The death tolls this year do not mean those tools aren’t helpful, but they aren’t enough.

Supervised consumption, where people with opioid use disorders can ingest illicit drugs in a sterile and monitored setting, appears to be a success. According to Ottawa, Canada’s 38 authorized sites have had more than 4.1-million visits since 2017 and managed more than 47,000 overdoses without any reported fatalities on-site.

As well, 239,000 out of 340,000 clients were referred to broader services that included medical care, mental health support and/or housing services.

The success of uncontaminated supply programs is less clear. They involve providing addicted users with a regulated supply of drugs in order to prevent them from resorting to the highly toxic supply on the streets.

In many cases, the consumption of the drugs is done in a clinical setting, and early reports suggest that this has many of the same benefits as supervised consumption.

But, owing to the pandemic, some people in B.C. are now given a day’s or week’s supply at a time to consume as they wish, in order to remain isolated.

With the pandemic over, that needs to end. Uncontaminated supply should only be available in clinical settings to prevent misuse – a concern that one B.C. front-line doctor recently flagged in The Globe and Mail.
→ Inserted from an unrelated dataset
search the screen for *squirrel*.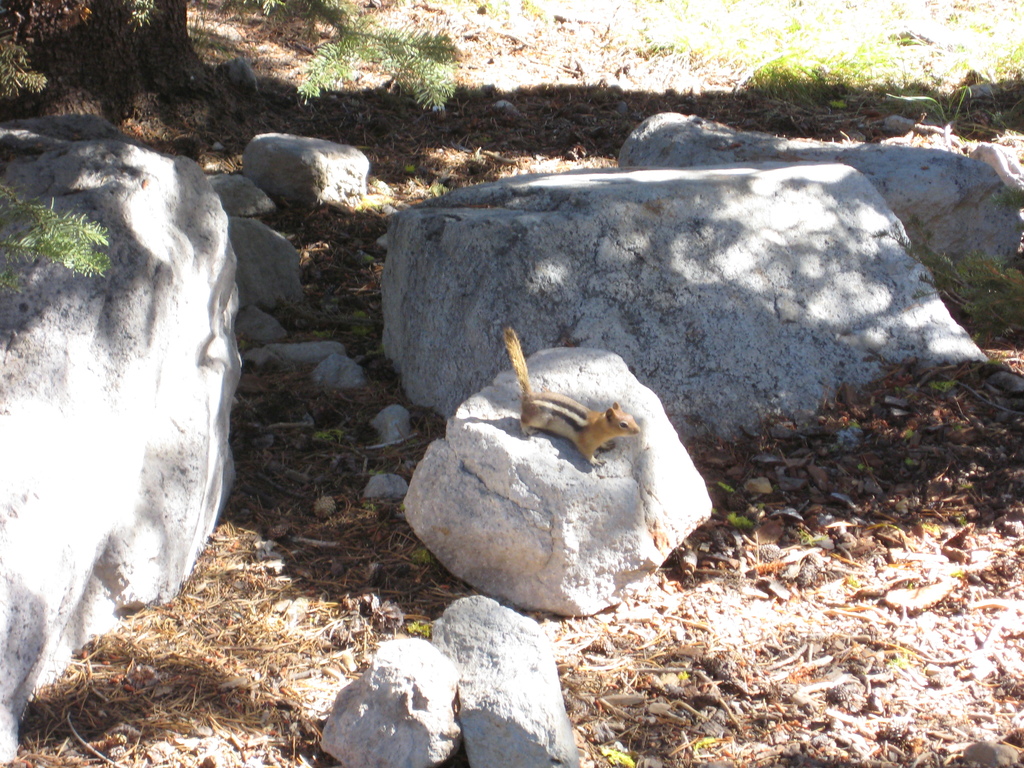
Found at l=509, t=321, r=642, b=466.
Ottawa is also experimenting with the decriminalization of the possession of small amounts of illicit drugs, a move called for by police chiefs in 2020. British Columbia asked for and got permission for a three-year pilot program that started on Jan. 31.

It’s a good idea, within limits (B.C. recently had to ask Ottawa to restrict possession near parks and pools). Funneling an addicted opioid user through the justice system makes little sense, when what they need are health and social supports.

And this is precisely where Canada and the provinces have to step up their games. While supervised consumption and uncontaminated supply can save lives in an emergency, they fall short of giving people what they need in the long run: proper care.

Addiction is a disease, no less so than cancer or diabetes. Like those diseases, it can be related to lifestyle and economic opportunity, or it can be down to bad luck. And yet people with opioid use disorders are mostly required to manage their illness outside a hospital system that welcomes smokers, drinkers and consumers of fast food.

Our hospitals need more addiction treatment wards, where patients can hope to find the beds and the long-term care they require, just like any other ailing Canadian.

There is already a well-established body of research showing that opioid agonist treatments, in which patients are given controlled doses of methadone, heroin and other opioids in a clinical setting, can help keep people in treatment, off the streets, out of criminal activity, able to hold down a job, and even to get clean.

That’s the next step. The opioid crisis isn’t going away. To continue to treat its victims with what are reactive emergency services would be shortsighted and unfair.